Reproduce exactly the lines of the material beneath, from the line that contains "Identify the location of Autistic" to the line that contains "This screenshot has height=492, width=875.", both included, and no other lines.
__________
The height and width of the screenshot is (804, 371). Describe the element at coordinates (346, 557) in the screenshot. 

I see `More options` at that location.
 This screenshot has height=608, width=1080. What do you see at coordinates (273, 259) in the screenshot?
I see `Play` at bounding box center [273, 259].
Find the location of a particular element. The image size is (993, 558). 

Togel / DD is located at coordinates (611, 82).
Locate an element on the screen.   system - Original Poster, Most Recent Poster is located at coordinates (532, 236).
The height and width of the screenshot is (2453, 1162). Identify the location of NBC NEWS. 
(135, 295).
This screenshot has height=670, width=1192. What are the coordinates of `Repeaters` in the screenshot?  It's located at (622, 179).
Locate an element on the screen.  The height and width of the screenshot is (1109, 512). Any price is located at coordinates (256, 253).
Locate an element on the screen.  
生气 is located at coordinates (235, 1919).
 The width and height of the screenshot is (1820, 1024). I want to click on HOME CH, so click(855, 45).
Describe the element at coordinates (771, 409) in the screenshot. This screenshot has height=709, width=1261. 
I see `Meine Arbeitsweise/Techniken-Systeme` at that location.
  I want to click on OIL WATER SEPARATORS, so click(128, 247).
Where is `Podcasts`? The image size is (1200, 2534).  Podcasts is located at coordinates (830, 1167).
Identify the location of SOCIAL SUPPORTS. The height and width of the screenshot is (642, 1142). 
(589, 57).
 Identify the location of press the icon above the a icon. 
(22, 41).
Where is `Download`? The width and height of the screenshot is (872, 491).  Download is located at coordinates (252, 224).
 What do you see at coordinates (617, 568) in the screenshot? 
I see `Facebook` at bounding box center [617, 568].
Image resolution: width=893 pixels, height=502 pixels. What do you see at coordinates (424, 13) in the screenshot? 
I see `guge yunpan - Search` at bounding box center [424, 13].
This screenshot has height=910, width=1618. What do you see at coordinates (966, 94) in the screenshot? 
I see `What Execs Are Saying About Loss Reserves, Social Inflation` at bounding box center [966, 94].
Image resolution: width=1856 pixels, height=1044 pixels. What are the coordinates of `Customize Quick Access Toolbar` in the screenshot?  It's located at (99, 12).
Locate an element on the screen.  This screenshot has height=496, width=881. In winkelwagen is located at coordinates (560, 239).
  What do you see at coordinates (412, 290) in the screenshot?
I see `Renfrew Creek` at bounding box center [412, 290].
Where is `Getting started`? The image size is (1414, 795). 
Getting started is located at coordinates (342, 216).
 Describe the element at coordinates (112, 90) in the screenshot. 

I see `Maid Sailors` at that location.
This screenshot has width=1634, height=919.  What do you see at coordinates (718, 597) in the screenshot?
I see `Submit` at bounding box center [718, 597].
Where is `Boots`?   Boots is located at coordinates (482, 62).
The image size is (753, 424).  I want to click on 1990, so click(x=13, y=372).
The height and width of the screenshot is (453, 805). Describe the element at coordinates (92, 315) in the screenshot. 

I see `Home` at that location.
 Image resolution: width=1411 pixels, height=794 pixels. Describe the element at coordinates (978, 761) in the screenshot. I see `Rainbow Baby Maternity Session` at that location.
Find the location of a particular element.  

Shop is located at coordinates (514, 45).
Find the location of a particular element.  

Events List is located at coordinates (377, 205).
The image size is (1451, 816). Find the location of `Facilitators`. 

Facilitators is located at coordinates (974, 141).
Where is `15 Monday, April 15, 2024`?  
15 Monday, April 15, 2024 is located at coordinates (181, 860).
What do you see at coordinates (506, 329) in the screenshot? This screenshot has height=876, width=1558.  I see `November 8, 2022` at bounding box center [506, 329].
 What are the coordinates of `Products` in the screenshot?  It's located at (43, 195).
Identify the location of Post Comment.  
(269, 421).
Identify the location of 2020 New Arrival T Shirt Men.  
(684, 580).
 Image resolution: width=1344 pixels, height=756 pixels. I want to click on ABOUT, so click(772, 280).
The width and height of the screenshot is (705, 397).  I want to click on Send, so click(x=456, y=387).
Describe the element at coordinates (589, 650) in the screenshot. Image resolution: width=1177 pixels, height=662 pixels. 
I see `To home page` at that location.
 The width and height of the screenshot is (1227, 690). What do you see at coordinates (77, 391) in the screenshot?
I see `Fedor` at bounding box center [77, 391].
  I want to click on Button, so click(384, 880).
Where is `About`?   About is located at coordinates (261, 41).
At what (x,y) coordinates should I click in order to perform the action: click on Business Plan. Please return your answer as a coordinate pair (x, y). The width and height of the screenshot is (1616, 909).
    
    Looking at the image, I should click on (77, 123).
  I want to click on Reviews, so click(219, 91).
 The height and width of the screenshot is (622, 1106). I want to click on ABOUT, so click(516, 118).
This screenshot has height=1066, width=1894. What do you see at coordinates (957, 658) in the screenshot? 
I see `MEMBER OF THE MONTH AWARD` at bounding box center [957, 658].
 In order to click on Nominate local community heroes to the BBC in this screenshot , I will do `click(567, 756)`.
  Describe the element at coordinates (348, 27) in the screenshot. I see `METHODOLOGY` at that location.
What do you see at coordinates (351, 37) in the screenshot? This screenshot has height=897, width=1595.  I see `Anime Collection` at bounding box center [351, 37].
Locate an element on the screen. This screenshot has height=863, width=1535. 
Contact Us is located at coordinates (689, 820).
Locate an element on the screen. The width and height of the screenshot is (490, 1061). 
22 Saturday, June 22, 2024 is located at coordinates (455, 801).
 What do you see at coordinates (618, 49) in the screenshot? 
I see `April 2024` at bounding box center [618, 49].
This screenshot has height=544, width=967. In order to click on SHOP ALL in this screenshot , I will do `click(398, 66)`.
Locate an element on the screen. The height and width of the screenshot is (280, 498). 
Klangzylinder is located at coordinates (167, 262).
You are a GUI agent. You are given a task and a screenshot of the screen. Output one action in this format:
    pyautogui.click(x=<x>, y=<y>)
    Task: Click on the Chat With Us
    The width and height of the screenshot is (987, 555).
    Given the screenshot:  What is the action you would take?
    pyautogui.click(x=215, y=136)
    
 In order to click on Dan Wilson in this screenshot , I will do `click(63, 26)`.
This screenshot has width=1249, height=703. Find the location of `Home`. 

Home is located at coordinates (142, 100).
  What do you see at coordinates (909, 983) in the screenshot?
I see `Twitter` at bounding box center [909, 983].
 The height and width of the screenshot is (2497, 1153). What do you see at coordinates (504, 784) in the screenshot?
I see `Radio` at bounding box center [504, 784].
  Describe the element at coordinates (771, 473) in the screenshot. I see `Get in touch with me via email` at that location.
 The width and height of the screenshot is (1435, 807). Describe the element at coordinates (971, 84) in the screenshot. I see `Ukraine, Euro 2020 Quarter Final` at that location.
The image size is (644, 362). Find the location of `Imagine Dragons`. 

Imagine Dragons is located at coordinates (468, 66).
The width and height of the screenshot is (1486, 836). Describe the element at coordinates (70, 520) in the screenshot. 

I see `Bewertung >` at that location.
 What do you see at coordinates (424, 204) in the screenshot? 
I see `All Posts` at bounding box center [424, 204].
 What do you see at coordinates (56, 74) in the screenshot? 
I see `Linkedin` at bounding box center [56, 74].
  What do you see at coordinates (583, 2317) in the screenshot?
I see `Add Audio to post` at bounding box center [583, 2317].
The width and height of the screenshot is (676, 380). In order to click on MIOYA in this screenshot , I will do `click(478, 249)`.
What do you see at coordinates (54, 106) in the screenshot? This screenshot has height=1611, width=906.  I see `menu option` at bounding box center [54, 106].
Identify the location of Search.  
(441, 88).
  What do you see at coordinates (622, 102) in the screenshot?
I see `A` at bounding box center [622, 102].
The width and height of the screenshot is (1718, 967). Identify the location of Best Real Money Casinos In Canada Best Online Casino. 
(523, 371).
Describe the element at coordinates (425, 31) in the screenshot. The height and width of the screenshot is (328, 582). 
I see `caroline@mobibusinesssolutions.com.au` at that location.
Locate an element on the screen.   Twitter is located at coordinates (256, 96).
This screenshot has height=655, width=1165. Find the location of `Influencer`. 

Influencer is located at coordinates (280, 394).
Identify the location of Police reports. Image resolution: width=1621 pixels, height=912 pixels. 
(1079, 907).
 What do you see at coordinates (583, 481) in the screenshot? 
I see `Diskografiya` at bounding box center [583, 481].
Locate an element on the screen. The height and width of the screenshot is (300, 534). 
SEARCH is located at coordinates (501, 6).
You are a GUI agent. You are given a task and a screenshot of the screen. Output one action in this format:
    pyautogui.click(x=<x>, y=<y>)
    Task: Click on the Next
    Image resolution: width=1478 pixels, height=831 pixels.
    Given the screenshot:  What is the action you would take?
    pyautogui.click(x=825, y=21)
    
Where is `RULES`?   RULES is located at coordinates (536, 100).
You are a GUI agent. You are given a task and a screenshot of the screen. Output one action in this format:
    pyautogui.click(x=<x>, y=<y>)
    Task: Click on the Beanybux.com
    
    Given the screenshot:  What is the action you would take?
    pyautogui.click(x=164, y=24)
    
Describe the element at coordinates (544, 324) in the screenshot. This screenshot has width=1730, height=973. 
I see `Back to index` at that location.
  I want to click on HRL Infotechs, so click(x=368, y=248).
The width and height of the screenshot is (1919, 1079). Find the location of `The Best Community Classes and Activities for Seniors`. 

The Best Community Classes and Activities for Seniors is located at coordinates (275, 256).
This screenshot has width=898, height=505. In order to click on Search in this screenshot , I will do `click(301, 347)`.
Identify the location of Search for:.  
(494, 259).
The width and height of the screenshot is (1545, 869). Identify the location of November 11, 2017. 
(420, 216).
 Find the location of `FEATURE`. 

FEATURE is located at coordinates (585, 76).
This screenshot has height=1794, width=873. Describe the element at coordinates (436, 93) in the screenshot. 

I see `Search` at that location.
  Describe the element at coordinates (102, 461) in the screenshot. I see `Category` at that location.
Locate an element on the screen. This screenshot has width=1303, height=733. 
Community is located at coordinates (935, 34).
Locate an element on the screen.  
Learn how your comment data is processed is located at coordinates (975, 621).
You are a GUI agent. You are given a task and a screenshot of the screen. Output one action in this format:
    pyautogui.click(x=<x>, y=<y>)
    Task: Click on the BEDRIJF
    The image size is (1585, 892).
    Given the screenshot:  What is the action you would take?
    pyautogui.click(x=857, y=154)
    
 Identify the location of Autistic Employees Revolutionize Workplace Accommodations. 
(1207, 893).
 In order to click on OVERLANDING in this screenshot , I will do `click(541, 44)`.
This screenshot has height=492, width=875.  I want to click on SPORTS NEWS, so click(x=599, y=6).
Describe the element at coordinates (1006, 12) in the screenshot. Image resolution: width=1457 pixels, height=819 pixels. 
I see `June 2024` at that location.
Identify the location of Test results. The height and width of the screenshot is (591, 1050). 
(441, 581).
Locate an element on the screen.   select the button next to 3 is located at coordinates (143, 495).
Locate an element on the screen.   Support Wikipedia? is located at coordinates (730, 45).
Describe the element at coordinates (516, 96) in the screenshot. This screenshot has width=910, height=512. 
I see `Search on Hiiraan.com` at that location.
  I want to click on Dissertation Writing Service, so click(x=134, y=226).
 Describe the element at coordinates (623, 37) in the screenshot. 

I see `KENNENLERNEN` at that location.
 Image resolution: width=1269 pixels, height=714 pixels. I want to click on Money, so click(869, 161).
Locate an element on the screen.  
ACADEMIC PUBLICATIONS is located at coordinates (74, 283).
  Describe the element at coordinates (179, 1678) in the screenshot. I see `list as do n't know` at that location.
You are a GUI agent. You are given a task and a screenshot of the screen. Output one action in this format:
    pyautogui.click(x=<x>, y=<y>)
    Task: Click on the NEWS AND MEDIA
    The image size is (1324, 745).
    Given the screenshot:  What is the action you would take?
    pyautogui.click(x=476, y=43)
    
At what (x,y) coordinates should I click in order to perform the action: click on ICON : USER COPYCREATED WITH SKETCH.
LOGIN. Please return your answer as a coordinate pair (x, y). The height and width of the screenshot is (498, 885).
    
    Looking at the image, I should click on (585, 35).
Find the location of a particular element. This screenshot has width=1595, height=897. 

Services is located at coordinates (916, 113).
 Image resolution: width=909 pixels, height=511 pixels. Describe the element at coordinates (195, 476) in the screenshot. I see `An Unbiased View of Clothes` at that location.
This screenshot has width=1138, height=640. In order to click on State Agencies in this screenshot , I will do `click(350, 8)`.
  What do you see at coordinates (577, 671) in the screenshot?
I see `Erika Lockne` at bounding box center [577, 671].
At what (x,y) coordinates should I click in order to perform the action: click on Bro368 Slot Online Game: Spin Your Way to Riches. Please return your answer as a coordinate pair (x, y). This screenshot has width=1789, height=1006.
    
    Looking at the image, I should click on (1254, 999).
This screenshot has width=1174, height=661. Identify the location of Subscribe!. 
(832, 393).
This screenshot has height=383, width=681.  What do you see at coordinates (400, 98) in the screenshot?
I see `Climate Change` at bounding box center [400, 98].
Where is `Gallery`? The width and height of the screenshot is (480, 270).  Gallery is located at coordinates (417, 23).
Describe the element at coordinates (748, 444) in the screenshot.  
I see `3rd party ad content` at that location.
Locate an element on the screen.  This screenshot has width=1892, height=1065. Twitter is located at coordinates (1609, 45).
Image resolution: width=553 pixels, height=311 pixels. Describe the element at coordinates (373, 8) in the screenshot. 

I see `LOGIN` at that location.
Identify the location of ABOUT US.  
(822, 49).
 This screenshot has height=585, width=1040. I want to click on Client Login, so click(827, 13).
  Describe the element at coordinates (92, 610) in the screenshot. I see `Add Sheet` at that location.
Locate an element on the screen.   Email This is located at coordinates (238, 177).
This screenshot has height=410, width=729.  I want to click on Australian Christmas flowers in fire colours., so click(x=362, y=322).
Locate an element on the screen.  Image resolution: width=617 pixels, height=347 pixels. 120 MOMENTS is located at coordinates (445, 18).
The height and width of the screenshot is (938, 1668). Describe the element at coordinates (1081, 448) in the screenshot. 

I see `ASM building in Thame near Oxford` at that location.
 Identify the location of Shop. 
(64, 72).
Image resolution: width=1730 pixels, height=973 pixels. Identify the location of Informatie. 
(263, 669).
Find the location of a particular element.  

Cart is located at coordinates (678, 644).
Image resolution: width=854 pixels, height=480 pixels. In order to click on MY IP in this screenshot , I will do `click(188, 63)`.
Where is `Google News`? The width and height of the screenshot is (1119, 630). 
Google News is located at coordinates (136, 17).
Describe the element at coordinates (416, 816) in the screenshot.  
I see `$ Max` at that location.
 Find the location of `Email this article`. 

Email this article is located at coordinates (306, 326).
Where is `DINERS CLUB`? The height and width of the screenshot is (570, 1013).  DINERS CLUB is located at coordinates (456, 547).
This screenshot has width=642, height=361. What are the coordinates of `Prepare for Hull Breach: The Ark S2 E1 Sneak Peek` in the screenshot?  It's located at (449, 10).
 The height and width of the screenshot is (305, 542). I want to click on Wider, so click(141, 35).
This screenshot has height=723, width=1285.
__________
= ANSWER =
 Identify the location of Autistic Employees Revolutionize Workplace Accommodations. 
(1207, 893).
 In order to click on OVERLANDING in this screenshot , I will do `click(541, 44)`.
This screenshot has height=492, width=875.  I want to click on SPORTS NEWS, so click(x=599, y=6).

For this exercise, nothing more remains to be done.